A Multilingual Corpus for Global Analysis
Epicure is based on a vast corpus of 4.14 million recipes from eleven sources in seven languages, including Chinese and Russian. This corpus is processed by Claude and Gemini embeddings, which translate and clean the data to yield 1,790 distinct ingredients.
Features and Practical Applications
The final model offers two modes of operation: a neighbor search to identify similar ingredients, and an adjustable ingredient movement towards a target direction. These features allow for the discovery of coherent ingredient groups, labeled by systems like Claude.
Without predefined categories, the analysis finds groups of ingredients that go well together. The groups are then assigned labels generated by Claude, such as "dessert ingredients" or "essentials of Chinese wok cooking."
Future Perspectives
Founded in London in 2023, Kaikaku is leveraging these innovations in its robotic restaurant Common Room, located in the Brunswick Centre. With automated systems capable of preparing 360 bowls per hour, the startup envisions chain expansion. The Epicure model, available on Hugging Face, could transform how global cuisines are understood and utilized by AI.

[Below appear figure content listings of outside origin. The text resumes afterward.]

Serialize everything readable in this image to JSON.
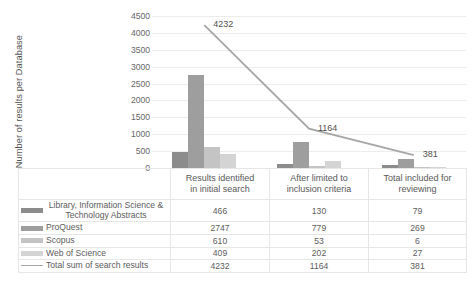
{
  "chart_data": {
    "type": "bar",
    "title": "",
    "xlabel": "",
    "ylabel": "Number of results per Database",
    "ylim": [
      0,
      4500
    ],
    "yticks": [
      0,
      500,
      1000,
      1500,
      2000,
      2500,
      3000,
      3500,
      4000,
      4500
    ],
    "ytick_labels": [
      "0",
      "500",
      "1000",
      "1500",
      "2000",
      "2500",
      "3000",
      "3500",
      "4000",
      "4500"
    ],
    "grid": true,
    "legend_position": "data-table",
    "categories": [
      "Results identified in initial search",
      "After limited to inclusion criteria",
      "Total included for reviewing"
    ],
    "category_lines": [
      [
        "Results identified",
        "in initial search"
      ],
      [
        "After limited to",
        "inclusion criteria"
      ],
      [
        "Total included for",
        "reviewing"
      ]
    ],
    "series": [
      {
        "name": "Library, Information Science & Technology Abstracts",
        "name_lines": [
          "Library, Information Science &",
          "Technology Abstracts"
        ],
        "type": "bar",
        "color": "#8c8c8c",
        "values": [
          466,
          130,
          79
        ]
      },
      {
        "name": "ProQuest",
        "name_lines": [
          "ProQuest"
        ],
        "type": "bar",
        "color": "#9e9e9e",
        "values": [
          2747,
          779,
          269
        ]
      },
      {
        "name": "Scopus",
        "name_lines": [
          "Scopus"
        ],
        "type": "bar",
        "color": "#c4c4c4",
        "values": [
          610,
          53,
          6
        ]
      },
      {
        "name": "Web of Science",
        "name_lines": [
          "Web of Science"
        ],
        "type": "bar",
        "color": "#d4d4d4",
        "values": [
          409,
          202,
          27
        ]
      },
      {
        "name": "Total sum of search results",
        "name_lines": [
          "Total sum of search results"
        ],
        "type": "line",
        "color": "#a6a6a6",
        "values": [
          4232,
          1164,
          381
        ],
        "data_labels": [
          "4232",
          "1164",
          "381"
        ]
      }
    ]
  },
  "table": {
    "rows": [
      {
        "label": "Library, Information Science & Technology Abstracts",
        "values": [
          "466",
          "130",
          "79"
        ]
      },
      {
        "label": "ProQuest",
        "values": [
          "2747",
          "779",
          "269"
        ]
      },
      {
        "label": "Scopus",
        "values": [
          "610",
          "53",
          "6"
        ]
      },
      {
        "label": "Web of Science",
        "values": [
          "409",
          "202",
          "27"
        ]
      },
      {
        "label": "Total sum of search results",
        "values": [
          "4232",
          "1164",
          "381"
        ]
      }
    ]
  }
}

The company employs its own machine learning systems to weigh and portion ingredients. Its machine, called "Fusion," can theoretically distribute 360 bowls per hour. The system also includes ML-powered inventory management and safe 3D-printed food components. The company raised approximately $1.8 million in a pre-seed funding round in 2024.
Conclusion
The practical viability of these applications remains to be seen. The model weights and datasets are now available on Hugging Face, allowing for independent verification in theory. However, the examples presented in the article are carefully selected. In underrepresented regions like South Asia or Latin America, the responses are likely much less stable than for the dominant cuisines of East and West Asia.
The cleaning of vocabulary also depends on the output of linguistic models, which carry their own cultural biases. The fact that chocolate appears near matcha in the "sweet pastries" direction of one variant of the model is an interesting effect. But it says little about the reliability of such rotations beyond the carefully chosen examples.
Co-author Josef Chen promotes the model on X as "the largest multilingual food model ever built," claiming they have "compressed all of human cuisine into 2 megabytes." An older version of the model is available for demonstration at epicure.kaikaku.ai.